Hadst thou the wicked skill
By pictures made and mard, to kill,
How many ways mightst thou perform thy will?
But now I have drunk thy sweet salt tears,
And though thou pour more I’ll depart;
My picture vanished, vanish fears
That I can be endamaged by that art;
Though thou retain of me
One picture more, yet that will be,
Being in thine own heart, from all malice free.
(1 votes, average: 5.00 out of 5)
Related poetry:
- To My Own Minature Picture Taken At Two Years Of Age And I was once like this! that glowing cheek Was mine, those pleasure-sparkling eyes, that brow Smooth as the level lake, when not a breeze Dies o’er the sleeping surface! twenty years Have wrought strange alteration! Of the friends Who once so dearly prized this miniature, And loved it for its likeness, some are gone […]...

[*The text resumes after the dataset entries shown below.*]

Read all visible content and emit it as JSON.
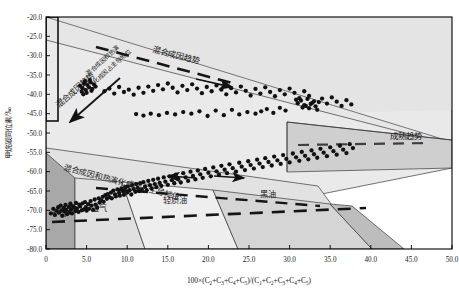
{
  "axes": {
    "x": {
      "label_prefix": "100×(C",
      "label_full": "100×(C2+C3+C4+C5)/(C1+C2+C3+C4+C5)",
      "min": 0,
      "max": 50,
      "ticks": [
        "0",
        "5.0",
        "10.0",
        "15.0",
        "20.0",
        "25.0",
        "30.0",
        "35.0",
        "40.0",
        "45.0",
        "50.0"
      ],
      "tick_values": [
        0,
        5,
        10,
        15,
        20,
        25,
        30,
        35,
        40,
        45,
        50
      ]
    },
    "y": {
      "label": "甲烷碳同位素/‰",
      "min": -80,
      "max": -20,
      "ticks": [
        "-80.0",
        "-75.0",
        "-70.0",
        "-65.0",
        "-60.0",
        "-55.0",
        "-50.0",
        "-45.0",
        "-40.0",
        "-35.0",
        "-30.0",
        "-25.0",
        "-20.0"
      ],
      "tick_values": [
        -80,
        -75,
        -70,
        -65,
        -60,
        -55,
        -50,
        -45,
        -40,
        -35,
        -30,
        -25,
        -20
      ]
    }
  },
  "annotations": {
    "mixed_trend_top": "混合成因趋势",
    "mixed_trend_left": "混合成因趋势",
    "mixed_thermal_diag": "混合成因和热演化成因占主导地位",
    "mixed_thermal_small": "混合成因和热演\n化成因占主导地位",
    "maturity_trend": "成熟趋势",
    "dry_gas": "干气",
    "wet_gas": "湿气",
    "light_oil": "轻质油",
    "black_oil": "黑油"
  },
  "colors": {
    "background": "#ffffff",
    "axis": "#000000",
    "zone_light": "#e8e8e8",
    "zone_mid": "#d3d3d3",
    "zone_dark": "#a9a9a9",
    "zone_darker": "#9a9a9a",
    "zone_pale": "#f0f0f0",
    "point": "#111111",
    "point_gray": "#6e6e6e",
    "dash": "#1a1a1a"
  },
  "chart_data": {
    "type": "scatter",
    "title": "",
    "xlabel": "100×(C2+C3+C4+C5)/(C1+C2+C3+C4+C5)",
    "ylabel": "甲烷碳同位素/‰",
    "xlim": [
      0,
      50
    ],
    "ylim": [
      -80,
      -20
    ],
    "grid": false,
    "legend": "none",
    "series": [
      {
        "name": "样品点",
        "marker": "circle",
        "color": "#111111",
        "points": [
          [
            0.6,
            -70.8
          ],
          [
            0.9,
            -69.6
          ],
          [
            1.1,
            -71.2
          ],
          [
            1.3,
            -70.1
          ],
          [
            1.5,
            -69.2
          ],
          [
            1.6,
            -70.6
          ],
          [
            1.8,
            -68.8
          ],
          [
            1.9,
            -70.0
          ],
          [
            2.0,
            -71.4
          ],
          [
            2.2,
            -69.4
          ],
          [
            2.3,
            -70.3
          ],
          [
            2.4,
            -68.6
          ],
          [
            2.5,
            -69.9
          ],
          [
            2.6,
            -71.0
          ],
          [
            2.8,
            -69.1
          ],
          [
            2.9,
            -70.5
          ],
          [
            3.0,
            -68.3
          ],
          [
            3.1,
            -69.7
          ],
          [
            3.2,
            -70.8
          ],
          [
            3.3,
            -68.9
          ],
          [
            3.5,
            -69.3
          ],
          [
            3.6,
            -70.2
          ],
          [
            3.7,
            -68.1
          ],
          [
            3.8,
            -69.5
          ],
          [
            4.0,
            -70.4
          ],
          [
            4.1,
            -68.5
          ],
          [
            4.2,
            -69.0
          ],
          [
            4.4,
            -70.0
          ],
          [
            4.5,
            -68.2
          ],
          [
            4.6,
            -69.8
          ],
          [
            4.8,
            -67.9
          ],
          [
            4.9,
            -69.2
          ],
          [
            5.0,
            -70.1
          ],
          [
            5.2,
            -68.4
          ],
          [
            5.3,
            -69.6
          ],
          [
            5.5,
            -67.6
          ],
          [
            5.6,
            -68.8
          ],
          [
            5.8,
            -69.9
          ],
          [
            6.0,
            -67.2
          ],
          [
            6.1,
            -68.5
          ],
          [
            6.3,
            -69.3
          ],
          [
            6.5,
            -66.9
          ],
          [
            6.6,
            -68.0
          ],
          [
            6.8,
            -67.4
          ],
          [
            7.0,
            -66.5
          ],
          [
            7.1,
            -67.8
          ],
          [
            7.3,
            -66.1
          ],
          [
            7.5,
            -67.0
          ],
          [
            7.6,
            -65.8
          ],
          [
            7.8,
            -66.6
          ],
          [
            8.0,
            -65.4
          ],
          [
            8.1,
            -66.9
          ],
          [
            8.3,
            -64.9
          ],
          [
            8.5,
            -65.9
          ],
          [
            8.6,
            -66.4
          ],
          [
            8.8,
            -64.6
          ],
          [
            9.0,
            -65.5
          ],
          [
            9.1,
            -66.2
          ],
          [
            9.3,
            -64.3
          ],
          [
            9.5,
            -65.1
          ],
          [
            9.6,
            -66.0
          ],
          [
            9.8,
            -64.0
          ],
          [
            10.0,
            -65.4
          ],
          [
            10.1,
            -63.8
          ],
          [
            10.3,
            -64.8
          ],
          [
            10.5,
            -65.9
          ],
          [
            10.6,
            -63.5
          ],
          [
            10.8,
            -64.5
          ],
          [
            11.0,
            -65.2
          ],
          [
            11.1,
            -63.2
          ],
          [
            11.3,
            -64.2
          ],
          [
            11.5,
            -65.0
          ],
          [
            11.6,
            -63.0
          ],
          [
            11.8,
            -64.6
          ],
          [
            12.0,
            -62.7
          ],
          [
            12.2,
            -63.9
          ],
          [
            12.4,
            -64.8
          ],
          [
            12.6,
            -62.4
          ],
          [
            12.8,
            -63.5
          ],
          [
            13.0,
            -64.3
          ],
          [
            13.2,
            -62.1
          ],
          [
            13.4,
            -63.2
          ],
          [
            13.6,
            -64.0
          ],
          [
            13.8,
            -61.8
          ],
          [
            14.0,
            -62.9
          ],
          [
            14.2,
            -63.7
          ],
          [
            14.5,
            -61.5
          ],
          [
            14.7,
            -62.6
          ],
          [
            15.0,
            -63.4
          ],
          [
            15.2,
            -61.2
          ],
          [
            15.5,
            -62.2
          ],
          [
            15.8,
            -63.0
          ],
          [
            16.0,
            -60.8
          ],
          [
            16.3,
            -61.9
          ],
          [
            16.6,
            -62.8
          ],
          [
            16.9,
            -60.4
          ],
          [
            17.2,
            -61.5
          ],
          [
            17.5,
            -62.4
          ],
          [
            17.8,
            -60.0
          ],
          [
            18.1,
            -61.1
          ],
          [
            18.4,
            -62.0
          ],
          [
            18.7,
            -59.7
          ],
          [
            19.0,
            -60.7
          ],
          [
            19.3,
            -61.6
          ],
          [
            19.6,
            -59.3
          ],
          [
            20.0,
            -60.3
          ],
          [
            20.3,
            -61.2
          ],
          [
            20.6,
            -58.9
          ],
          [
            21.0,
            -59.9
          ],
          [
            21.3,
            -60.8
          ],
          [
            21.6,
            -58.5
          ],
          [
            22.0,
            -59.5
          ],
          [
            22.3,
            -60.4
          ],
          [
            22.6,
            -58.1
          ],
          [
            23.0,
            -59.1
          ],
          [
            23.4,
            -60.0
          ],
          [
            23.8,
            -57.7
          ],
          [
            24.1,
            -58.7
          ],
          [
            24.5,
            -59.6
          ],
          [
            24.9,
            -57.3
          ],
          [
            25.2,
            -58.3
          ],
          [
            25.6,
            -59.2
          ],
          [
            26.0,
            -56.9
          ],
          [
            26.3,
            -57.9
          ],
          [
            26.7,
            -58.8
          ],
          [
            27.0,
            -56.5
          ],
          [
            27.4,
            -57.5
          ],
          [
            27.8,
            -58.4
          ],
          [
            28.1,
            -56.1
          ],
          [
            28.5,
            -57.1
          ],
          [
            28.9,
            -58.0
          ],
          [
            29.2,
            -55.7
          ],
          [
            29.6,
            -56.7
          ],
          [
            30.0,
            -57.6
          ],
          [
            30.4,
            -55.3
          ],
          [
            30.8,
            -56.3
          ],
          [
            31.2,
            -57.2
          ],
          [
            31.5,
            -54.9
          ],
          [
            31.9,
            -55.9
          ],
          [
            32.3,
            -56.8
          ],
          [
            32.7,
            -54.5
          ],
          [
            33.0,
            -55.5
          ],
          [
            33.4,
            -56.4
          ],
          [
            33.8,
            -54.1
          ],
          [
            34.2,
            -55.1
          ],
          [
            34.6,
            -56.0
          ],
          [
            35.0,
            -53.7
          ],
          [
            35.4,
            -54.7
          ],
          [
            35.8,
            -55.6
          ],
          [
            36.2,
            -53.3
          ],
          [
            36.6,
            -54.3
          ],
          [
            37.0,
            -55.2
          ],
          [
            37.4,
            -52.9
          ],
          [
            37.8,
            -53.9
          ],
          [
            4.2,
            -37.8
          ],
          [
            4.5,
            -38.4
          ],
          [
            4.7,
            -37.2
          ],
          [
            4.9,
            -38.9
          ],
          [
            5.1,
            -37.6
          ],
          [
            5.3,
            -38.2
          ],
          [
            5.5,
            -36.9
          ],
          [
            5.7,
            -38.6
          ],
          [
            4.4,
            -39.3
          ],
          [
            4.8,
            -36.6
          ],
          [
            5.0,
            -39.6
          ],
          [
            5.4,
            -36.3
          ],
          [
            5.6,
            -39.1
          ],
          [
            5.9,
            -37.4
          ],
          [
            6.1,
            -38.0
          ],
          [
            4.6,
            -40.0
          ],
          [
            7.2,
            -39.2
          ],
          [
            7.8,
            -38.5
          ],
          [
            8.4,
            -39.8
          ],
          [
            9.0,
            -38.1
          ],
          [
            9.6,
            -39.4
          ],
          [
            10.2,
            -38.8
          ],
          [
            10.8,
            -40.1
          ],
          [
            11.4,
            -38.3
          ],
          [
            12.0,
            -39.6
          ],
          [
            12.6,
            -38.0
          ],
          [
            13.2,
            -39.1
          ],
          [
            13.8,
            -37.6
          ],
          [
            14.4,
            -38.7
          ],
          [
            15.0,
            -37.2
          ],
          [
            15.6,
            -38.3
          ],
          [
            16.2,
            -39.5
          ],
          [
            16.8,
            -37.8
          ],
          [
            17.4,
            -38.9
          ],
          [
            18.0,
            -37.4
          ],
          [
            18.6,
            -38.5
          ],
          [
            19.2,
            -39.7
          ],
          [
            19.8,
            -38.1
          ],
          [
            20.4,
            -39.2
          ],
          [
            21.0,
            -37.7
          ],
          [
            21.6,
            -38.8
          ],
          [
            22.2,
            -40.0
          ],
          [
            22.8,
            -38.4
          ],
          [
            23.4,
            -39.5
          ],
          [
            24.0,
            -38.0
          ],
          [
            24.6,
            -39.1
          ],
          [
            25.2,
            -40.3
          ],
          [
            25.8,
            -38.6
          ],
          [
            26.4,
            -39.8
          ],
          [
            27.0,
            -38.2
          ],
          [
            27.6,
            -39.4
          ],
          [
            28.2,
            -40.5
          ],
          [
            28.8,
            -38.9
          ],
          [
            29.4,
            -40.0
          ],
          [
            30.0,
            -38.5
          ],
          [
            30.6,
            -39.6
          ],
          [
            31.2,
            -41.0
          ],
          [
            31.8,
            -39.2
          ],
          [
            32.4,
            -40.4
          ],
          [
            31.0,
            -42.3
          ],
          [
            31.4,
            -41.6
          ],
          [
            31.8,
            -42.8
          ],
          [
            32.2,
            -41.2
          ],
          [
            32.6,
            -42.5
          ],
          [
            33.0,
            -41.8
          ],
          [
            31.6,
            -43.4
          ],
          [
            32.0,
            -43.0
          ],
          [
            32.4,
            -43.6
          ],
          [
            32.8,
            -42.2
          ],
          [
            33.2,
            -43.1
          ],
          [
            30.8,
            -41.4
          ],
          [
            33.6,
            -42.0
          ],
          [
            33.4,
            -44.0
          ],
          [
            34.0,
            -41.1
          ],
          [
            34.6,
            -42.4
          ],
          [
            35.2,
            -40.8
          ],
          [
            35.8,
            -41.9
          ],
          [
            36.4,
            -43.0
          ],
          [
            37.0,
            -41.5
          ],
          [
            37.6,
            -42.6
          ],
          [
            26.5,
            -44.4
          ],
          [
            27.2,
            -43.8
          ],
          [
            28.0,
            -44.8
          ],
          [
            28.8,
            -43.5
          ],
          [
            29.5,
            -44.2
          ],
          [
            25.8,
            -45.0
          ],
          [
            24.8,
            -44.6
          ],
          [
            23.8,
            -45.2
          ],
          [
            22.9,
            -44.0
          ],
          [
            21.9,
            -45.4
          ],
          [
            20.9,
            -44.2
          ],
          [
            19.9,
            -45.6
          ],
          [
            18.9,
            -44.4
          ],
          [
            17.9,
            -45.0
          ],
          [
            16.9,
            -44.6
          ],
          [
            15.9,
            -45.2
          ],
          [
            14.9,
            -44.8
          ],
          [
            13.9,
            -45.4
          ],
          [
            12.9,
            -45.0
          ],
          [
            12.0,
            -45.5
          ],
          [
            11.1,
            -45.1
          ]
        ]
      }
    ],
    "reference_lines": [
      {
        "name": "mixed-genesis-trend-top",
        "style": "dashed",
        "from": [
          6.2,
          -74.0
        ],
        "to": [
          23.5,
          -64.5
        ]
      },
      {
        "name": "mixed-genesis-trend-left",
        "style": "solid-arrow",
        "from": [
          9.0,
          -66.5
        ],
        "to": [
          2.5,
          -55.5
        ]
      },
      {
        "name": "maturity-trend",
        "style": "dashed",
        "from": [
          26.0,
          -52.0
        ],
        "to": [
          47.0,
          -50.5
        ]
      },
      {
        "name": "lower-dashed-upper",
        "style": "dashed",
        "from": [
          6.5,
          -39.5
        ],
        "to": [
          30.0,
          -35.0
        ]
      },
      {
        "name": "lower-dashed-base",
        "style": "dashed",
        "from": [
          1.0,
          -28.5
        ],
        "to": [
          40.0,
          -35.5
        ]
      }
    ],
    "zones": [
      {
        "name": "干气",
        "label": "dry-gas"
      },
      {
        "name": "湿气",
        "label": "wet-gas"
      },
      {
        "name": "轻质油",
        "label": "light-oil"
      },
      {
        "name": "黑油",
        "label": "black-oil"
      }
    ]
  }
}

- Picture-Books in Winter Summer fading, winter comes Frosty mornings, tingling thumbs, Window robins, winter rooks, And the picture story-books. Water now is turned to stone Nurse and I can walk upon; Still we find the flowing brooks In the picture story-books. All the pretty things put by, Wait upon the children’s eye, Sheep and shepherds, trees and crooks, […]...
- Elegy V: His Picture Here take my picture; though I bid farewell, Thine, in my heart, where my soul dwells, shall dwell. ‘Tis like me now, but I dead, ’twill be more When we are shadows both than ’twas before. When weather-beaten I come back, my hand Perhaps with rude oars torn, or sunbeams tanned, My face and breast […]...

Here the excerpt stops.